Never claimed you did.
How did evolution get associated with religion in the US?
Fundamentalists have had a problem with it ever since Darwin. Any science that challenges their (narrow, overly literal) understanding of the scriptures is relentlessly attacked, in the political arena. These guys want
everything - the family, the school, the church, the state - under their divine control.
Probably the big turning point was in the 1920s in Tennessee, when the state passed the Butler Act, a law prohibiting any state-funded educational institution from teaching "any theory that denies the Story of the Divine Creation of man as taught in the Bible." This culminated in the Scopes Trial, which sufficiently embarrassed Tennessee to get them to repeal the law (although a subsequent Supreme Court case affirmed that such laws are indeed contraventions of the Establishment Clause).
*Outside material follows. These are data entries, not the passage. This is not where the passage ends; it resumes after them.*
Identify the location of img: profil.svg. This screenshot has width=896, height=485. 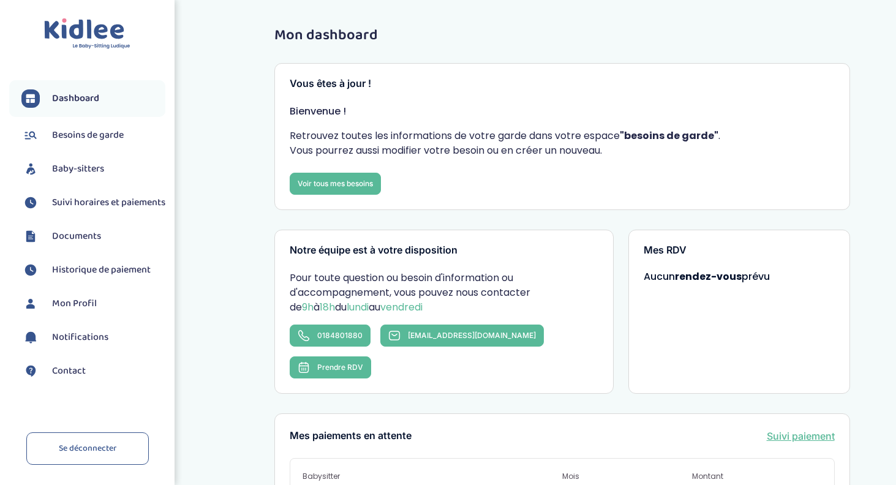
(31, 304).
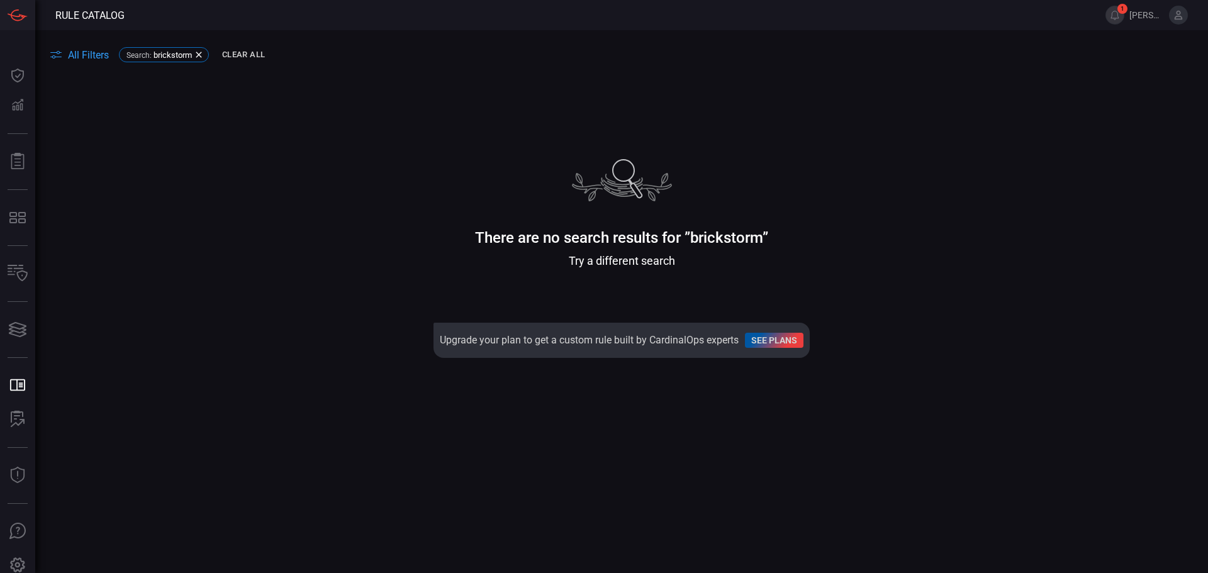  What do you see at coordinates (1122, 9) in the screenshot?
I see `span: 1` at bounding box center [1122, 9].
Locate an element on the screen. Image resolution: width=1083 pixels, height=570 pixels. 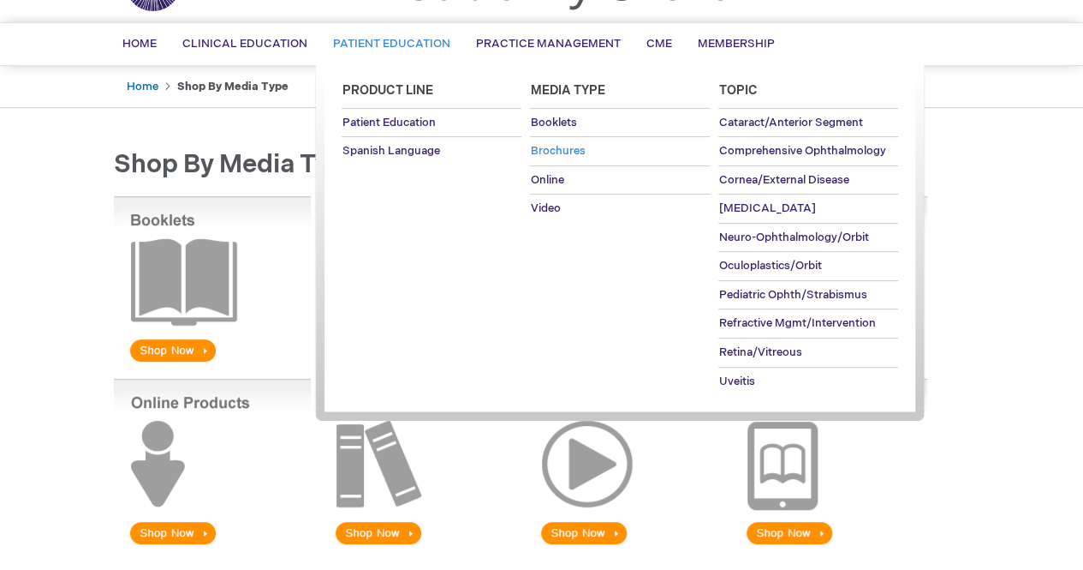
a: Booklets is located at coordinates (212, 361).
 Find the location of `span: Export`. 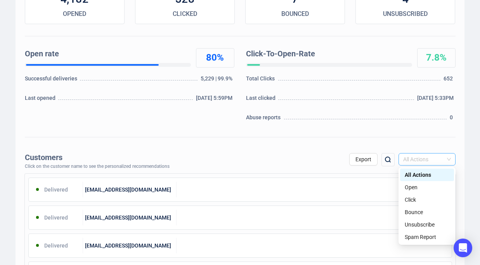

span: Export is located at coordinates (363, 159).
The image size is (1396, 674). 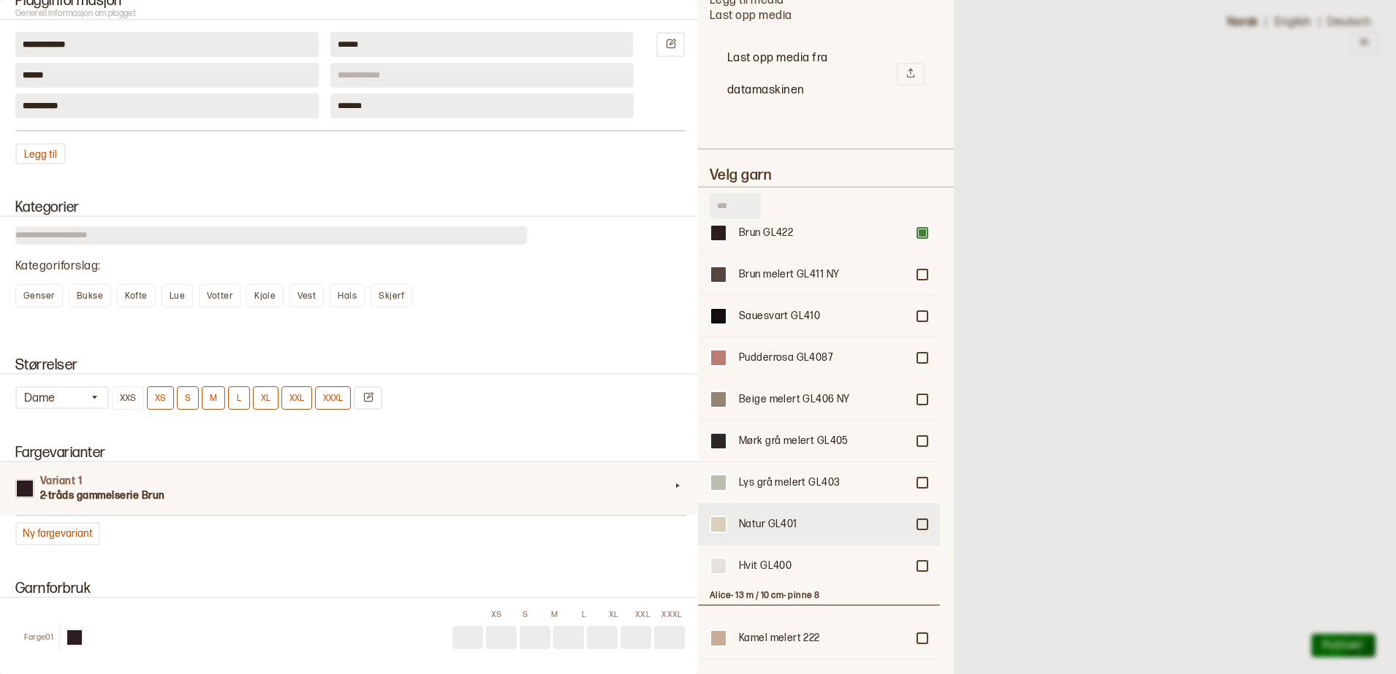 I want to click on div: Kategoriforslag :, so click(x=350, y=267).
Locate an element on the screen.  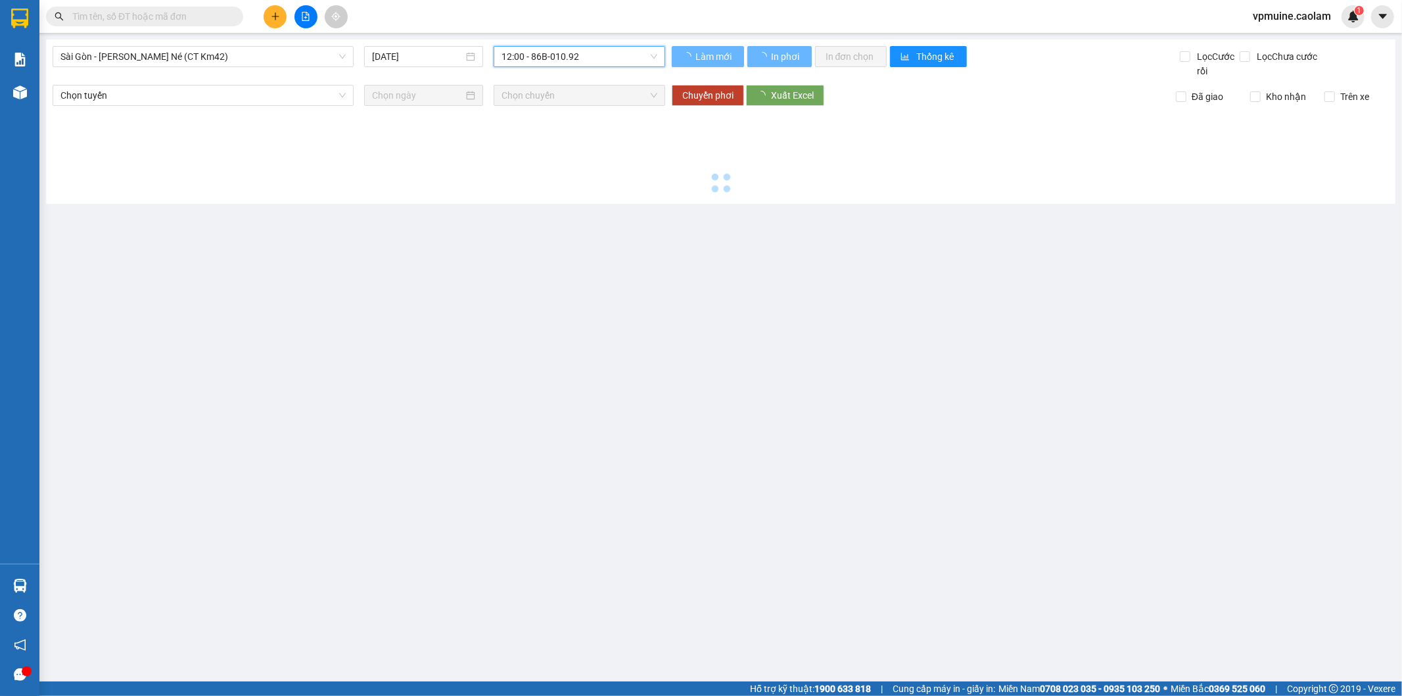
input: 15/09/2025 is located at coordinates (417, 57).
After that it died down somewhat for a while, with even the Pope coming around to the side of science (sorta), until the current intelligent design movement got up and running. This -
again - represents a systematic, politicized attempt by religious fundamentalists to interfere with science education and policy, at the local, state and national levels. For example, Kansas's removal of evolution and the Big Bang from science cirricula, Georgia's attempt to remove the word "evolution" from the science cirricula, etc. There are church-funded "student clubs" at every major (and most minor) universities in America dedicated to legitimizing intelligent design and other creationist hooplah as legitimate subject material, along with national marketting and outreach organizations to back them (all of it funded by religious fundamentalists).
In my own short sojourn in the states, I have seen the issue hammered in more by atheists than theists.
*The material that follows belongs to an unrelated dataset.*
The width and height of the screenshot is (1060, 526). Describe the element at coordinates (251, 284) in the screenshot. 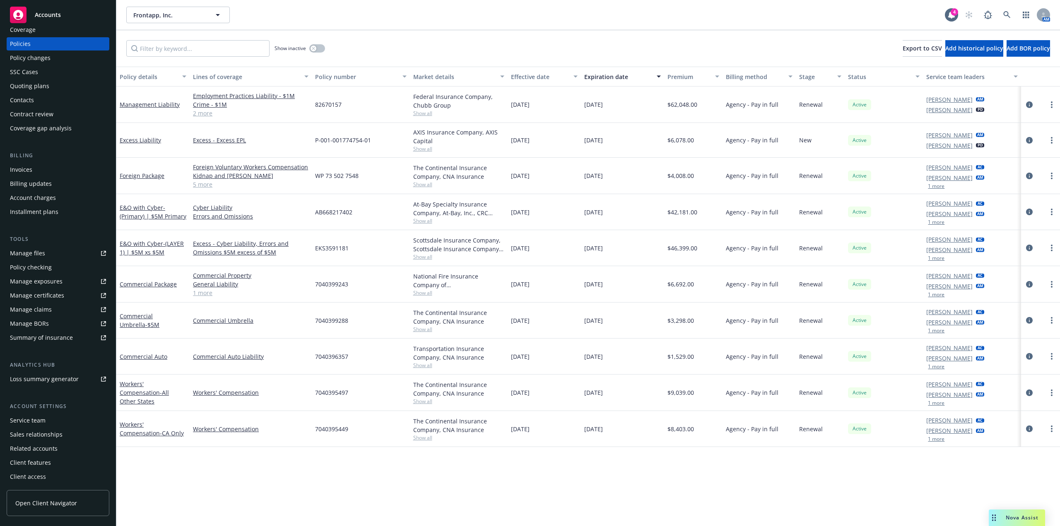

In my lengthy life in the States, I have never seen the issue "hammered" by anyone other than evangelists.
I do know plenty of scientists and educators (of all faiths) who are sick of having their occupations hammered by ignorant fundamentalists, though.
The entire movement of associating an acceptance of evolution with atheism seems to be pro-active in prominent atheists
There is no such movement - generally the message from the non-fundie side is about how evolution is totally compatible with non-kooky understandings of religion. The only people I've ever heard equate evolution with atheism are the religious fundamentalists trying to outlaw teaching of evolution (and the Big Bang, etc.). What you are doing here is endorsing the framing of the religious fundamentalists: that all those who oppose them are godless heathens. This is the crucial lie, on their end, since most religious people in the US do not share their agenda, and so must be marginalized in order to empower the fundie campaign to speak for "religion."
And there aren't any "prominent atheists" in the US. We have no Dawkins, for example.
Not that the concept of a "movement" being "pro-active in" a person makes the slightest sense in the first place... presumably you meant to refer to people pro-active in the movement? Again, however, there is no such "movement." The organized campaign is entirely on the fundie side.
By pointing out that atheists conflating atheism with science is detrimental to science?
No, by evangelizing absurd fundamentalist suppositions like that one. You have yet to produce an example of an atheist conflating atheism with science (or anything else). All you've got so far is one theist (yourself) misconstruing science and insisting that this is somehow a critique of atheism.